Judge Neel's approval record is built on a decade of experience, with a lifetime rate of 63% across 21,232 decisions. This performance is consistently higher than the national average of 58% and significantly above the state average of 46%. These figures provide a statistical baseline for understanding how this judge has historically evaluated disability claims. Aggregate rates describe past decisions, not predictions for your individual hearing.

Metric Judge Neel Fort Smith National
Approval rate 63% 59% 58%
Fully favorable 58%
Denials 34%

Office- and national-level breakdowns of fully favorable vs denial rates aren't currently published by SSA in the per-office disposition data. The judge's own breakdown is the detail we have today.

Approval rate over time

Year-over-year approval rate across Judge Neel's docket. Annual rates fluctuate with the mix of cases SSA assigns; the longer-run pattern is more informative than any single year.

Judge Neel
0%20%40%60%80%100%FY16FY25
Source: SSA OHO disposition data. Approval rate = fully favorable + partially favorable decisions divided by total dispositions excluding dismissals.

Decision pattern

Over 10 years on the bench, your judge has shown a variable but generally favorable trend. While approval rates dipped to 49% in 2020, they have rebounded in recent years, reaching 73% in 2023 and holding at 66% in the latest period. This pattern suggests a judge who remains responsive to changes in case evidence and regulatory guidance. The recent stability indicates that the judge's current approach is well-established within the Fort Smith jurisdiction.

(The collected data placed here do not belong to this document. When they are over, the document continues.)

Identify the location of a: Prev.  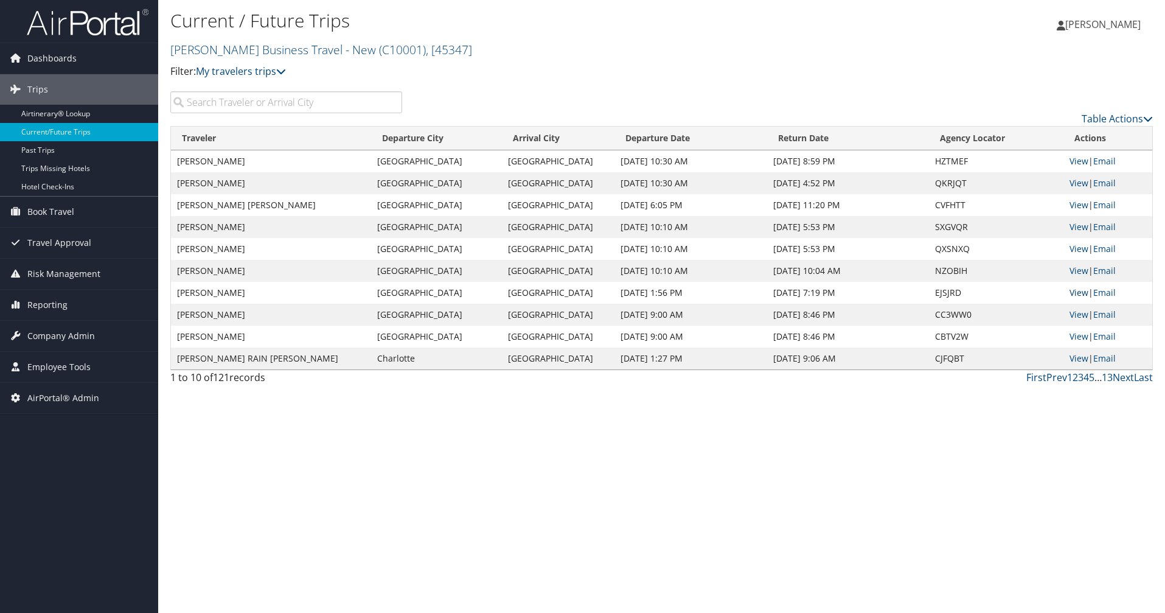
(1057, 377).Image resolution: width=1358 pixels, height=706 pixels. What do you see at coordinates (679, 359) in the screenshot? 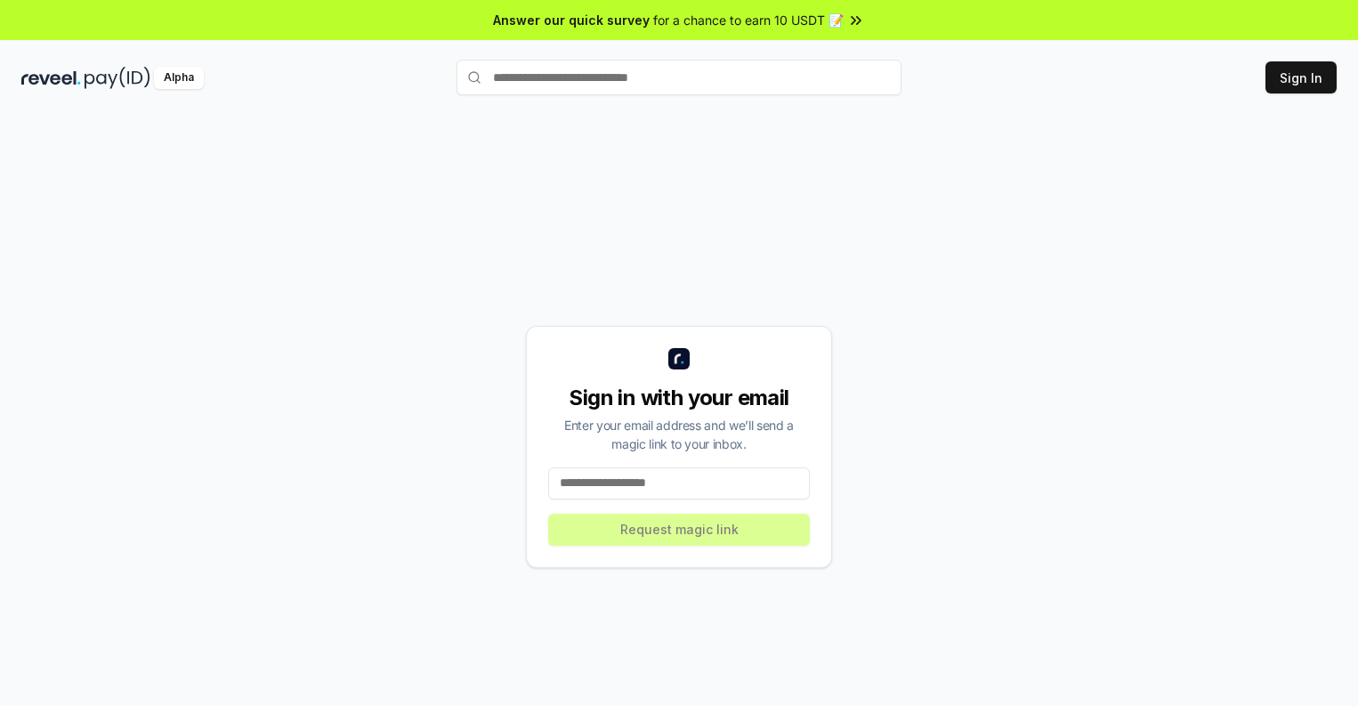
I see `img: logo_small` at bounding box center [679, 359].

Preparing for an SSDI hearing

The guidance below applies to any SSDI hearing, not specifically to Judge Neel's bench. Judge-specific preparation guidance requires a corpus of public Appeals Council decisions involving each judge, which we haven't built yet.

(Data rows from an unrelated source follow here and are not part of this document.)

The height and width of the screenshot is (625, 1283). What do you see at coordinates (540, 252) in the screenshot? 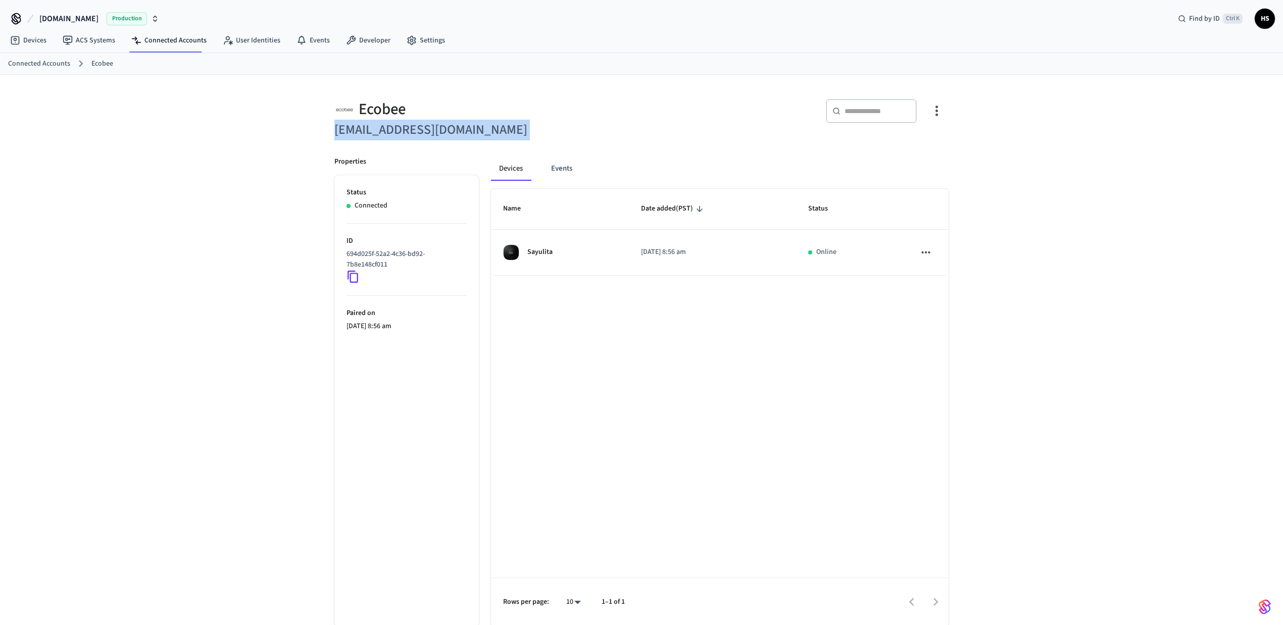
I see `p: Sayulita` at bounding box center [540, 252].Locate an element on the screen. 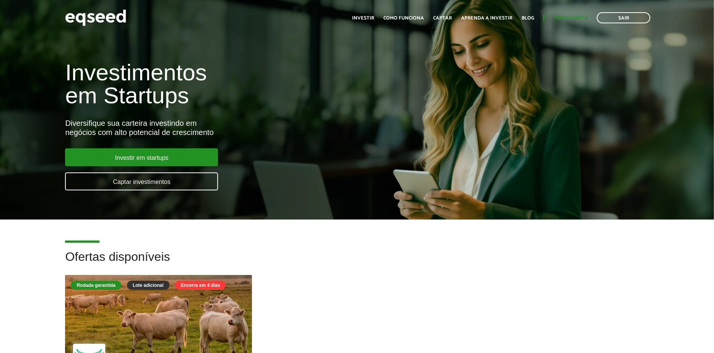 This screenshot has height=353, width=714. a: Minha conta is located at coordinates (570, 18).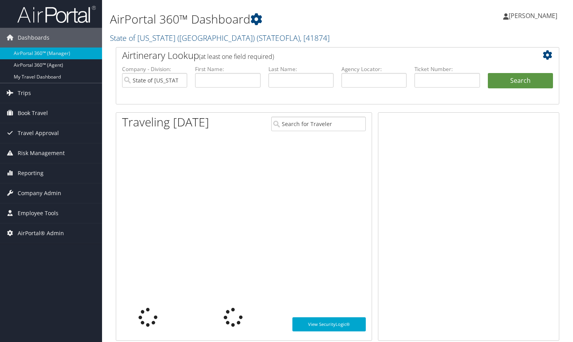  Describe the element at coordinates (318, 124) in the screenshot. I see `input: Search for Traveler` at that location.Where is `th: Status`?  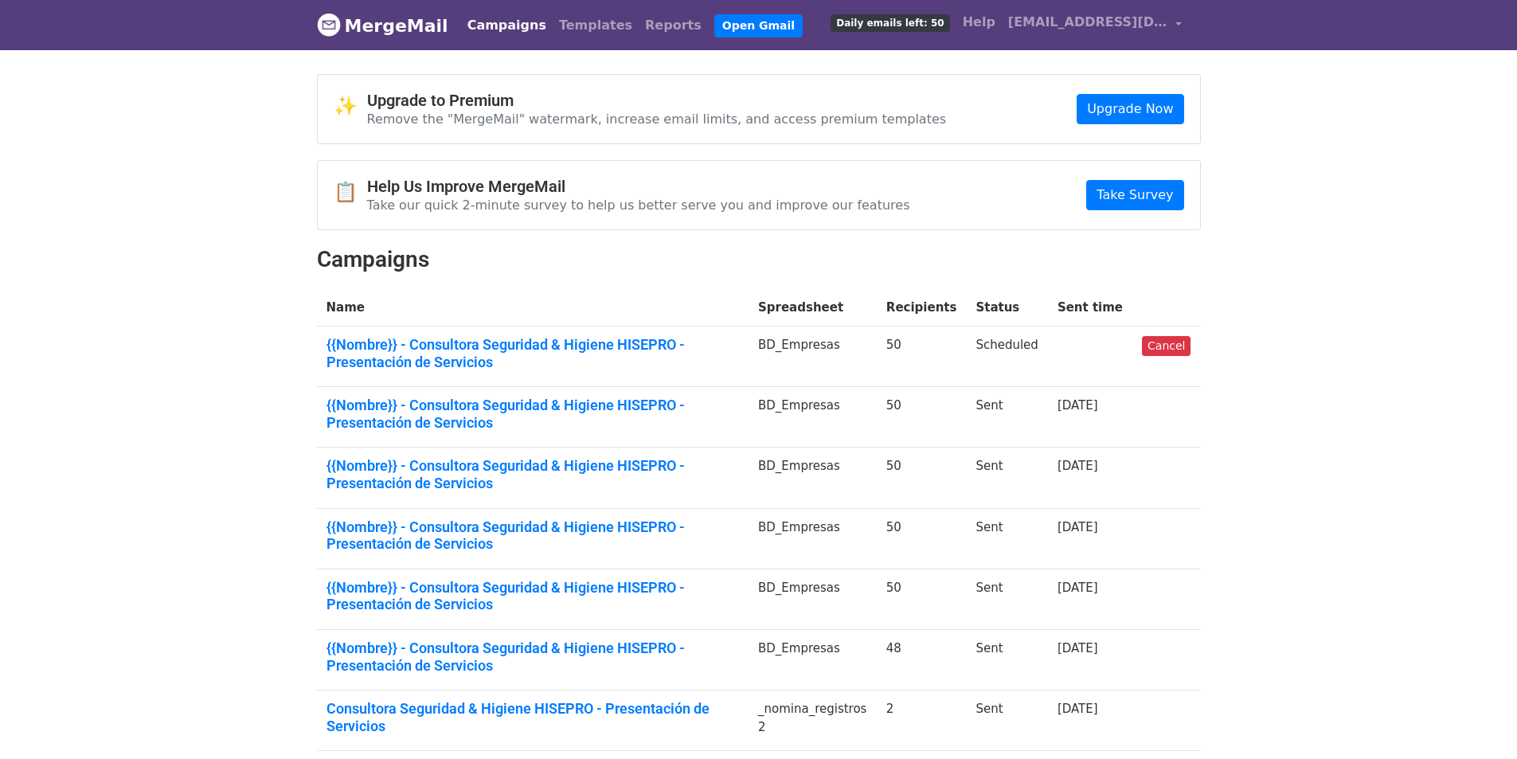 th: Status is located at coordinates (1006, 307).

  • Bring a clean treating-physician record. Longitudinal primary-care or specialist notes spanning the disability period, with consistent symptom documentation, are typically the strongest evidence at hearing. A single month's records usually aren't enough.
  • Don't rely on consultative exams alone. If your medical evidence is built primarily around a one-time CE finding, expect detailed questioning. Supplement with treating-source statements where possible.
  • Prepare for daily-activity questions. Have honest, specific answers about a typical day. Answers that conflict with the medical record (in either direction) tend to hurt credibility.
  • Expect transferable-skills probing. A vocational expert will usually testify about jobs available to someone with your limitations. Your representative should be prepared to cross-examine.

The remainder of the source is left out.